"I don't know what you were, but I don't think you can have changed much. You no doubt have suffered too, but not as he has done."
"Oh, as for that, I have done very well. I think I'll go to bed now. The riding makes me so sleepy."
CHAPTER LIV.
THE CLERICAL COMMISSION.
It was at last arranged that the five clergymen selected should meet at Dr. Tempest's house in Silverbridge to make inquiry and report to the bishop whether the circumstances connected with the cheque for twenty pounds were of such a nature as to make it incumbent on him to institute proceedings against Mr. Crawley in the Court of Arches. Dr. Tempest had acted upon the letter which he had received from the bishop, exactly as though there had been no meeting at the palace, no quarrel to the death between him and Mrs. Proudie. He was a prudent man, gifted with the great power of holding his tongue, and had not spoken a word, even to his wife, of what had occurred. After such a victory our old friend the archdeacon would have blown his own trumpet loudly among his friends. Plumstead would have heard of it instantly, and the pæan would have been sung out in the neighbouring parishes of Eiderdown, Stogpingum, and St. Ewolds. The high-street of Barchester would have known of it, and the very bedesmen in Hiram's Hospital would have told among themselves the terrible discomfiture of the bishop and his lady. But Dr. Tempest spoke no word of it to anybody. He wrote letters to the two clergymen named by the bishop, and himself selected two others out of his own rural deanery, and suggested to them all a day at which a preliminary meeting should be held at his own house. The two who were invited by him were Mr. Oriel, the rector of Greshamsbury, and Mr. Robarts, the vicar of Framley. They all assented to the proposition, and on the day named assembled themselves at Silverbridge.
It was now April, and the judges were to come into Barchester before the end of the month. What then could be the use of this ecclesiastical inquiry exactly at the same time? Men and women declared that it was a double prosecution, and that a double prosecution for the same offence was a course of action opposed to the feelings and traditions of the country. Miss Anne Prettyman went so far as to say that it was unconstitutional, and Mary Walker declared that no human being except Mrs. Proudie would ever have been guilty of such cruelty. "Don't tell me about the bishop, John," she said; "the bishop is a cypher." "You may be sure Dr. Tempest would not have a hand in it if it were not right," said John Walker. "My dear Mr. John," said Miss Anne Prettyman, "Dr. Tempest is as hard as a bar of iron, and always was. But I am surprised that Mr. Robarts should take a part in it."
In the meantime, at the palace, Mrs. Proudie had been reduced to learn what was going on from Mr. Thumble. The bishop had never spoken a word to her respecting Mr. Crawley since that terrible day on which Dr. Tempest had witnessed his imbecility,—having absolutely declined to answer when his wife had mentioned the subject. "You won't speak to me about it, my dear?" she had said to him, when he had thus declined, remonstrating more in sorrow than in anger. "No; I won't," the bishop had replied; "there has been a great deal too much talking about it. It has broken my heart already, I know." These were very bad days in the palace. Mrs. Proudie affected to be satisfied with what was being done. She talked to Mr. Thumble about Mr. Crawley and the cheque, as though everything were arranged quite to her satisfaction,—as though everything, indeed, had been arranged by herself. But everybody about the house could see that the manner of the woman was altogether altered. She was milder than usual with the servants and was almost too gentle in her usage of her husband. It seemed as though something had happened to frighten her and break her spirit, and it was whispered about through the palace that she was afraid that the bishop was dying. As for him, he hardly left his own sitting-room in these days, except when he joined the family at breakfast and at dinner. And in his study he did little or nothing. He would smile when his chaplain went to him, and give some trifling verbal directions; but for days he scarcely ever took a pen in his hands, and though he took up many books he read hardly a page. How often he told his wife in those days that he was broken-hearted, no one but his wife ever knew.
"What has happened that you should speak like that?" she said to him once. "What has broken your heart?"
"You," he replied. "You; you have done it."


Using the data below, gather each line that includes the word "central".

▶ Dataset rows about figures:
= = =
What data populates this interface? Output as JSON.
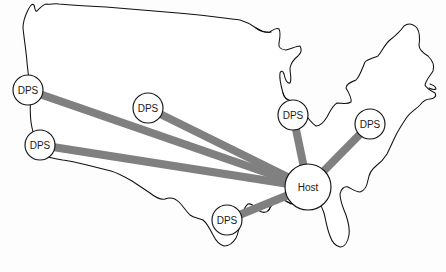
{
  "figure": {
    "background_color": "#fdfdfd",
    "outline_color": "#101010",
    "link_color": "#808080",
    "node_fill": "#ffffff",
    "node_stroke": "#151515",
    "label_color": "#1a1a1a",
    "width": 446,
    "height": 272
  },
  "nodes": [
    {
      "id": "dps-northwest",
      "label": "DPS",
      "role": "DPS",
      "cx": 28,
      "cy": 90,
      "r": 15
    },
    {
      "id": "dps-southwest",
      "label": "DPS",
      "role": "DPS",
      "cx": 40,
      "cy": 145,
      "r": 15
    },
    {
      "id": "dps-central",
      "label": "DPS",
      "role": "DPS",
      "cx": 148,
      "cy": 108,
      "r": 15
    },
    {
      "id": "dps-greatlakes",
      "label": "DPS",
      "role": "DPS",
      "cx": 293,
      "cy": 115,
      "r": 15
    },
    {
      "id": "dps-northeast",
      "label": "DPS",
      "role": "DPS",
      "cx": 370,
      "cy": 124,
      "r": 15
    },
    {
      "id": "dps-south",
      "label": "DPS",
      "role": "DPS",
      "cx": 227,
      "cy": 220,
      "r": 15
    },
    {
      "id": "host",
      "label": "Host",
      "role": "Host",
      "cx": 308,
      "cy": 187,
      "r": 23
    }
  ],
  "links": [
    {
      "id": "link-host-dps-northwest",
      "from": "host",
      "to": "dps-northwest",
      "width": 8
    },
    {
      "id": "link-host-dps-southwest",
      "from": "host",
      "to": "dps-southwest",
      "width": 8
    },
    {
      "id": "link-host-dps-central",
      "from": "host",
      "to": "dps-central",
      "width": 8
    },
    {
      "id": "link-host-dps-greatlakes",
      "from": "host",
      "to": "dps-greatlakes",
      "width": 8
    },
    {
      "id": "link-host-dps-northeast",
      "from": "host",
      "to": "dps-northeast",
      "width": 8
    },
    {
      "id": "link-host-dps-south",
      "from": "host",
      "to": "dps-south",
      "width": 8
    }
  ],
  "map_outline": {
    "name": "united-states-contiguous",
    "path": "M 29,96 L 26,84 L 24,72 L 22,58 L 21,46 L 20,34 L 24,24 L 29,13 L 32,6 L 34,4 L 36,8 L 37,12 L 40,9 L 43,5 L 46,3 L 49,6 L 52,4 L 56,3 L 62,4 L 72,5 L 86,6 L 104,7 L 124,8 L 146,10 L 170,12 L 194,14 L 216,16 L 236,19 L 248,21 L 254,23 L 258,26 L 262,29 L 266,31 L 270,32 L 273,30 L 276,28 L 279,30 L 281,34 L 280,39 L 278,43 L 278,47 L 281,49 L 286,49 L 291,47 L 295,45 L 299,45 L 301,48 L 300,52 L 297,55 L 293,58 L 291,62 L 290,67 L 291,72 L 292,76 L 291,80 L 288,82 L 286,80 L 285,76 L 284,72 L 282,70 L 280,72 L 279,77 L 280,83 L 282,88 L 283,93 L 283,98 L 286,100 L 290,100 L 293,102 L 296,105 L 300,107 L 303,110 L 306,115 L 309,120 L 313,124 L 317,126 L 321,124 L 324,121 L 327,117 L 330,113 L 332,108 L 334,104 L 337,102 L 341,103 L 345,104 L 349,103 L 351,100 L 350,96 L 347,92 L 345,88 L 346,84 L 350,82 L 354,81 L 357,79 L 359,75 L 361,70 L 363,65 L 366,61 L 370,59 L 374,58 L 378,56 L 381,52 L 383,47 L 386,43 L 390,40 L 394,38 L 398,35 L 401,31 L 403,27 L 406,24 L 410,23 L 414,25 L 417,28 L 419,32 L 420,37 L 419,42 L 418,47 L 420,51 L 424,53 L 428,55 L 431,58 L 433,62 L 434,67 L 433,72 L 430,76 L 427,79 L 425,83 L 426,87 L 429,89 L 432,90 L 435,92 L 436,95 L 434,98 L 431,99 L 428,98 L 425,99 L 423,102 L 420,105 L 416,107 L 412,110 L 409,114 L 406,118 L 403,122 L 400,126 L 397,131 L 394,136 L 392,141 L 390,146 L 388,151 L 386,156 L 383,160 L 380,163 L 377,165 L 374,167 L 371,170 L 369,174 L 368,179 L 367,184 L 365,188 L 362,191 L 359,192 L 356,191 L 353,189 L 350,187 L 347,186 L 344,187 L 342,190 L 341,194 L 341,199 L 342,204 L 344,209 L 346,214 L 348,219 L 349,224 L 350,229 L 350,234 L 349,239 L 347,243 L 344,246 L 341,247 L 337,246 L 334,243 L 331,239 L 329,234 L 327,229 L 326,224 L 325,218 L 324,212 L 322,207 L 320,202 L 317,198 L 314,196 L 311,196 L 308,197 L 305,199 L 302,201 L 299,203 L 296,204 L 293,204 L 290,203 L 287,201 L 284,199 L 281,198 L 278,199 L 275,201 L 273,204 L 271,207 L 269,210 L 266,212 L 263,212 L 260,211 L 258,209 L 256,206 L 254,204 L 251,203 L 248,204 L 246,207 L 244,211 L 242,216 L 241,221 L 240,226 L 239,231 L 237,236 L 234,240 L 231,243 L 228,245 L 225,246 L 222,245 L 219,243 L 217,240 L 215,236 L 213,232 L 211,228 L 209,224 L 206,221 L 203,219 L 200,218 L 197,218 L 194,217 L 191,215 L 189,212 L 187,209 L 185,206 L 183,203 L 181,200 L 178,198 L 175,197 L 172,197 L 169,198 L 166,199 L 163,199 L 160,198 L 157,196 L 154,194 L 151,192 L 148,190 L 145,188 L 142,186 L 139,184 L 136,182 L 133,180 L 130,178 L 127,176 L 124,174 L 121,172 L 118,171 L 115,170 L 112,169 L 109,168 L 106,167 L 103,166 L 100,165 L 97,164 L 94,163 L 91,162 L 88,161 L 85,160 L 82,159 L 79,158 L 76,158 L 73,157 L 70,157 L 67,157 L 64,157 L 61,157 L 58,157 L 55,157 L 52,157 L 49,157 L 46,156 L 43,155 L 41,153 L 39,150 L 37,147 L 36,144 L 34,141 L 33,138 L 32,135 L 31,132 L 30,128 L 30,124 L 30,120 L 30,116 L 30,112 L 30,108 L 30,104 L 29,100 Z"
  }
}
= = =
▶ THE ANSWER:
      "id": "dps-central",
      "id": "link-host-dps-central",
      "to": "dps-central",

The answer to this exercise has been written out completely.